We showed earlier options volumes have indeed increased. Chart 8 below shows total US trading volume (the red line is the 13-week moving average). The latest data has calmed a bit, but the current figure is still 25% above the average for the entire time period. Characteristic #5: CHECK. Trading volumes are elevated relative to history.
Is the entire market at risk?
These five characteristics seem to indicate there is a bubble within the equity market, but that does not imply the entire equity market is at risk. Over the last three years, only three of the eleven S&P 500® economic sectors have outperformed the market (See Chart 9), and those three sectors (Technology, Communication Services, and Consumer Discretionary) are at the center of the bubble. The remainder of the market has lagged, and the energy sector is actually down more than 15%. The Russell 2000 small cap index’s performance would rank about 8th or 9th in the table, so the broader market has indeed been left behind.
We continue to view the market as a seesaw with “the market” being the fulcrum of that seesaw. Being on the correct side of that seesaw over the next several years might be more important than having a view on “the market” and the resulting overall equity allocation.

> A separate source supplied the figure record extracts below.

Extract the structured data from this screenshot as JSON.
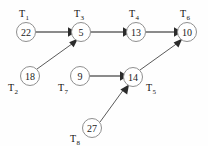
{
  "diagram": {
    "background_color": "#fefefe",
    "node_stroke_color": "#8f8f8f",
    "edge_color": "#6e6e6e",
    "arrow_color": "#2b2b2b",
    "nodes": [
      {
        "id": "T1",
        "label": "T",
        "sub": "1",
        "value": "22",
        "cx": 26,
        "cy": 32,
        "r": 9.5,
        "label_x": 26,
        "label_y": 14
      },
      {
        "id": "T3",
        "label": "T",
        "sub": "3",
        "value": "5",
        "cx": 81,
        "cy": 32,
        "r": 9.5,
        "label_x": 81,
        "label_y": 14
      },
      {
        "id": "T4",
        "label": "T",
        "sub": "4",
        "value": "13",
        "cx": 136,
        "cy": 32,
        "r": 9.5,
        "label_x": 136,
        "label_y": 14
      },
      {
        "id": "T6",
        "label": "T",
        "sub": "6",
        "value": "10",
        "cx": 187,
        "cy": 32,
        "r": 9.5,
        "label_x": 187,
        "label_y": 14
      },
      {
        "id": "T2",
        "label": "T",
        "sub": "2",
        "value": "18",
        "cx": 30,
        "cy": 76,
        "r": 9.5,
        "label_x": 14,
        "label_y": 92
      },
      {
        "id": "T7",
        "label": "T",
        "sub": "7",
        "value": "9",
        "cx": 80,
        "cy": 76,
        "r": 9.5,
        "label_x": 64,
        "label_y": 92
      },
      {
        "id": "T5",
        "label": "T",
        "sub": "5",
        "value": "14",
        "cx": 133,
        "cy": 77,
        "r": 9.5,
        "label_x": 152,
        "label_y": 91
      },
      {
        "id": "T8",
        "label": "T",
        "sub": "8",
        "value": "27",
        "cx": 92,
        "cy": 128,
        "r": 9.5,
        "label_x": 76,
        "label_y": 142
      }
    ],
    "edges": [
      {
        "id": "e-T1-T3",
        "from": "T1",
        "to": "T3",
        "style": "solid",
        "x1": 36,
        "y1": 32,
        "x2": 70,
        "y2": 32
      },
      {
        "id": "e-T3-T4",
        "from": "T3",
        "to": "T4",
        "style": "solid",
        "x1": 91,
        "y1": 32,
        "x2": 125,
        "y2": 32
      },
      {
        "id": "e-T4-T6",
        "from": "T4",
        "to": "T6",
        "style": "solid",
        "x1": 146,
        "y1": 32,
        "x2": 176,
        "y2": 32
      },
      {
        "id": "e-T2-T3",
        "from": "T2",
        "to": "T3",
        "style": "thin",
        "x1": 38,
        "y1": 69,
        "x2": 75,
        "y2": 41
      },
      {
        "id": "e-T7-T5",
        "from": "T7",
        "to": "T5",
        "style": "solid",
        "x1": 90,
        "y1": 76,
        "x2": 122,
        "y2": 76
      },
      {
        "id": "e-T5-T6",
        "from": "T5",
        "to": "T6",
        "style": "thin",
        "x1": 141,
        "y1": 70,
        "x2": 180,
        "y2": 41
      },
      {
        "id": "e-T8-T5",
        "from": "T8",
        "to": "T5",
        "style": "thin",
        "x1": 100,
        "y1": 122,
        "x2": 127,
        "y2": 86
      }
    ]
  }
}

Our portfolios remain focused on the conservative side of the seesaw: Energy, Materials, Financials, Industrials, and smaller capitalization cyclicals. In addition, our non-US weight within our equity portfolios is the highest in RBA’s history because non-US markets have not participated in the bubble to the same degree and seem to present attractive opportunities.
The entire market doesn’t necessarily seem at risk, but momentum strategies focused on the market’s bubble leadership seem very risky to us. History shows well bubble assets often take a long time to recover. Chart 10 shows the performance of NASDAQ from the peak of the Technology Bubble in March 2000. Measured on a total return basis, investors in NASDAQ at the bubble peak did not break even for 14 years!

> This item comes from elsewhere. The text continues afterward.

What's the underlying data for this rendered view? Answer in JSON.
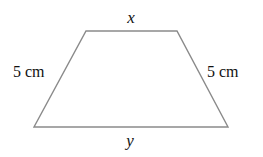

We strongly doubt investors today are thinking about breaking even in 14 years. The odds seem high this bubble, as have all others, will leave investors disappointed.
The following descriptions, while believed to be accurate, are in some cases abbreviated versions of more detailed or comprehensive definitions available from the sponsors or originators of the respective indices. Anyone interested in such further details is free to consult each such sponsor’s or originator’s website.
The past performance of an index is not a guarantee of future results.
Each index reflects an unmanaged universe of securities without any deduction for advisory fees or other expenses that would reduce actual returns, as well as the reinvestment of all income and dividends. An actual investment in the securities included in the index would require an investor to incur transaction costs, which would lower the performance results. Indices are not actively managed and investors cannot invest directly in the indices.
S&P 500®: S&P 500®Index: The S&P 500® Index is an unmanaged, capitalization-weighted index designed to measure the performance of the broad US market. The index includes 500 leading companies covering approximately 80% of available market capitalization.
Sector/Industries: Sector/industry references in this report are in accordance with the Global Industry Classification Standard (GICS®) developed by MSCI Barra and Standard & Poor’s. Russell 2000: Russell 2000 Index. The Russell 2000 Index is an unmanaged, market-capitalization-weighted index designed to measure the performance of the small-cap segment of the US equity universe. The Russell 2000 Index is a subset of the Russell 3000® Index.
Nasdaq: The Nasdaq Composite Index: The NASDAQ Composite Index is a broad-based market-capitalization-weighted index of stocks that includes all domestic and international based common type stocks listed on The NASDAQ Stock Market.